Archive for the ‘Lauren Dane’ Category

Waypoints

Friday, November 2nd, 2007
The two most engaging powers of an author are, to make new things familiar, and familiar things new.
Samuel Johnson

Okay, now to writing - I’m nearly 19K into Standoff (paranormal suspense and the last of a series and end to a big story arc) and happy with where I’m heading. The heroine, Grace, is a doctor but she’s not mouthy and tough on the exterior like Nina or Tracy. So I have to rein in my dialog impulses and nix the snarky on the outside. She’s strong of course, she’s Cade’s mate and she’s taken a huge risk to come to him. He realizes that but she’s got some stuff to deal with. She’s a scientist so her happy place is in a lab or with data and not necessarily with a lot of other people. It’s always a challenge to write every character and make them unique, make them as real as you can without essentially copying your base character again and again.

Sometimes beginning a new book can be daunting, sometimes it’s the middle or the end that make me insane. The last two projects I worked on were hard to start but once I hit a certain point, once I know my characters and where they need to journey to, things begin to ease in my head.

I don’t necessarily mean it becomes easy to write that journey, but what I mean is I know the map and feel confident about the waypoints if not the scenic markers of the route.

I remember thinking that at some point, it would get easier after I did it a few times. In some ways, it does. I know more now about how to heighten tension with a few sentences here and there. I know how to edit better, I know things that make me a better writer in a technical sense. But at the same time, the knowing means I feel more pressure to use all those tools to the best of my ability to write a book.

Each day I learn and grow. Each day I fail and succeed. Hopefully, the success will outweigh the failure. But in the end, it’s what I do, how I do it and that I continue forward.

It’s A Job

Monday, October 22nd, 2007

I sold my first book three years ago this month. At the time, I had absolutely no idea what I was doing. None. I knew nothing about the publishing business. Nothing about the industry. Nothing about promotion or plotting. Phrases like “deep POV” and “limited third person” weren’t part of my lexicon.

I was on bed rest with a surprise pregnancy and wrote a book. Several months after the baby was born I sold the book and what a ride it’s been since then.

One thing has been a constant from then to now – I treat writing like it’s my job. Now, I use job in basic terms. I’ve had jobs, jobs I hated but had to do to pay the bills. Writing isn’t working at Swenson’s and getting carpal tunnel from scooping ice cream all day, it’s not working in a coal mine. It’s a pretty damned cool gig and I’m thankful for it every day.

What I mean is, it’s what I do. Every day. It’s not a hobby. It’s not something I do only when I’m in the mood. Even when I’m blocked, when I hit that point in the story where I’m convinced it totally sucks, even when every word is like the worst job I ever had (cleaning toilets when I was in junior high with my mom at nights and on weekends).

Do I want to quit sometimes? Honestly? Yes. There are days, usually those days when I hear from my agent I’ve been rejected or when I’ve been waaaaaaaaaiting to hear back from someone who’s had my manuscript forever and a day and I feel like it’s never going to happen.

Do I quit? No. Because I know what it feels like to finish a book. I know what it feels like to muster up the courage to show it to people who’ll crit it. I know what it feels like to revise and revise again. I know the agony that is a synopsis and I know the feeling of fear followed by elation when something is submitted somewhere. Then there’s the pain of rejection and the joy of acceptance and contract. Honing through edits and revision and at last, the incomparable feeling when your book releases. Seeing it on a screen or holding it in my hands. Hearing feedback from readers, positive and negative.

Writing can be the loneliest job ever. It can be a rollercoaster of frustration, joy, pain and desolation. There’s nothing like it in the world and if you give up, you’ll never get to that point where you’re standing in line at RT and someone sees your name and says, “Oh my god! I love your books!”

In the end, it’s simple. Put your butt in the seat or in your bed or wherever you write, put your fingers on the keyboard or on a pen and do it.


## Exercise
Could you copy every line of the data that contains the word "Ljosheimvegen"?

## Extracted information

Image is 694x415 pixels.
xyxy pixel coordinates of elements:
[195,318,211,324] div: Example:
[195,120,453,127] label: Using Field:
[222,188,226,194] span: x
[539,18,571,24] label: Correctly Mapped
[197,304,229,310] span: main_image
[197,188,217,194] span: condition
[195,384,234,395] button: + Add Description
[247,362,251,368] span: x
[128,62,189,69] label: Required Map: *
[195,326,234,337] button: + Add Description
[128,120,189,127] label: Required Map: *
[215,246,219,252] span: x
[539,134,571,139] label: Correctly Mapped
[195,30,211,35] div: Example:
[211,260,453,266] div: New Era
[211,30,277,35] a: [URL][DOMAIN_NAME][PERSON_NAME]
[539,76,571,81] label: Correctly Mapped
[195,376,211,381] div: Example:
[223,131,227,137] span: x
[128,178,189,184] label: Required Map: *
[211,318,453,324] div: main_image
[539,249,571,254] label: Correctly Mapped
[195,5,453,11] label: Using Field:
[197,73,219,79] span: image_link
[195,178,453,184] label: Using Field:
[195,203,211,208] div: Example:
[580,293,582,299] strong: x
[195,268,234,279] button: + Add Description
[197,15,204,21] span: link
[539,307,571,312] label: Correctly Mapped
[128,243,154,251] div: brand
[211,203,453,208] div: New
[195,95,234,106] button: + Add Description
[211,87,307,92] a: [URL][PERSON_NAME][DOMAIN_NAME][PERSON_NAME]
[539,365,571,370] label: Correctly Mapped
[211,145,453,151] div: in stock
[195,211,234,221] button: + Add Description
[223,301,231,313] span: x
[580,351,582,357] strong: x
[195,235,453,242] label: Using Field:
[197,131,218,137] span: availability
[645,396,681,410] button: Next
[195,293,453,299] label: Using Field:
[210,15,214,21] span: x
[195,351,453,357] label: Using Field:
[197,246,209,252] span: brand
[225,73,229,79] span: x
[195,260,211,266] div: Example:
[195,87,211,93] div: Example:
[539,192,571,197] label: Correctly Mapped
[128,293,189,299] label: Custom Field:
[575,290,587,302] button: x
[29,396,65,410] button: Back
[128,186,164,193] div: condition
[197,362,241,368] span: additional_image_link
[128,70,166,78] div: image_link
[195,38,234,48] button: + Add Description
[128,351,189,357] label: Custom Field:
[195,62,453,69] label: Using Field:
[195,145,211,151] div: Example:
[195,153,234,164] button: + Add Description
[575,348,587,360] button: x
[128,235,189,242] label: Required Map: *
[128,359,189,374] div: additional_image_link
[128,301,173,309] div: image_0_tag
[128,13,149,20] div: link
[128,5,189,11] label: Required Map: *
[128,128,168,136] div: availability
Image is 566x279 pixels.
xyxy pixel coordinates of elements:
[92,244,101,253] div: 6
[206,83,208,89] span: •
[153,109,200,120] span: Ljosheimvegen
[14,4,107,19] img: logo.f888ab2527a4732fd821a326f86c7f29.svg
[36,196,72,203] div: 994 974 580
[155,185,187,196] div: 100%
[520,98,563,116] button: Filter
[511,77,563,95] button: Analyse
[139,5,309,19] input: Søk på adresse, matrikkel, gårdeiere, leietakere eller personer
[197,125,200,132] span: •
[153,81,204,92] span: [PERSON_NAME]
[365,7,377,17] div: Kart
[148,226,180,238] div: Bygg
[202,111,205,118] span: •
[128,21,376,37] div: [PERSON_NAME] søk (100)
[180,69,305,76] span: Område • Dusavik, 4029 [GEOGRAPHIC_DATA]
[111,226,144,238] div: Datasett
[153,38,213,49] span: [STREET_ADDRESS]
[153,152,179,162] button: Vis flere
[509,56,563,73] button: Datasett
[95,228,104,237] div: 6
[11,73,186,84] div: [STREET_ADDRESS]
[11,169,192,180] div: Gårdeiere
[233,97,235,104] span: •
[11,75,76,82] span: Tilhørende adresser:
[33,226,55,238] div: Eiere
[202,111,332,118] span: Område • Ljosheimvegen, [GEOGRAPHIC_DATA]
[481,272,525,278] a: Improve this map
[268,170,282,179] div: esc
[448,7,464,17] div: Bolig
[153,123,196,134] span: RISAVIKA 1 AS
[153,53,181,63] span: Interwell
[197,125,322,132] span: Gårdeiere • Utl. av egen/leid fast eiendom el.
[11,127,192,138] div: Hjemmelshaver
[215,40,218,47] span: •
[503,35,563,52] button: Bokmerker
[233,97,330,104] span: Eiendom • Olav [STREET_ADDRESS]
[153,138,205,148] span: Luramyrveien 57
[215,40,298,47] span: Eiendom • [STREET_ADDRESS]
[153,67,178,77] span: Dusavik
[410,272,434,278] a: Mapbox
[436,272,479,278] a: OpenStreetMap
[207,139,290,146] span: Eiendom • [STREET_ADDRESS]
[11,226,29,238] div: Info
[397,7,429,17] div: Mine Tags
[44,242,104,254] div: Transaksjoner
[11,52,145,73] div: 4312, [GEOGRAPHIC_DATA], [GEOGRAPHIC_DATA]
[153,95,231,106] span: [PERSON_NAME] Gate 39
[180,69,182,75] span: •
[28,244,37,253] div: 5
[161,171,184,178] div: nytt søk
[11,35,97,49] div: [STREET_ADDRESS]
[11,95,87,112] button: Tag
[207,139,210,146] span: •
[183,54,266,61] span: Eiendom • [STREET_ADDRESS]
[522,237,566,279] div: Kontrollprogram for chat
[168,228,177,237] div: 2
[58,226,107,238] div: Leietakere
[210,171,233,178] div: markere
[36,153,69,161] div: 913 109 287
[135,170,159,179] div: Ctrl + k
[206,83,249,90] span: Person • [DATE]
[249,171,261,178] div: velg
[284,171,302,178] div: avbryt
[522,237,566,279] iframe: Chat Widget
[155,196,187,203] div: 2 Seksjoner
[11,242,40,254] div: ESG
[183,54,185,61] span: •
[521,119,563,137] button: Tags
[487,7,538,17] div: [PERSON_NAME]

## Problem solution
[153,109,200,120] span: Ljosheimvegen
[202,111,332,118] span: Område • Ljosheimvegen, [GEOGRAPHIC_DATA]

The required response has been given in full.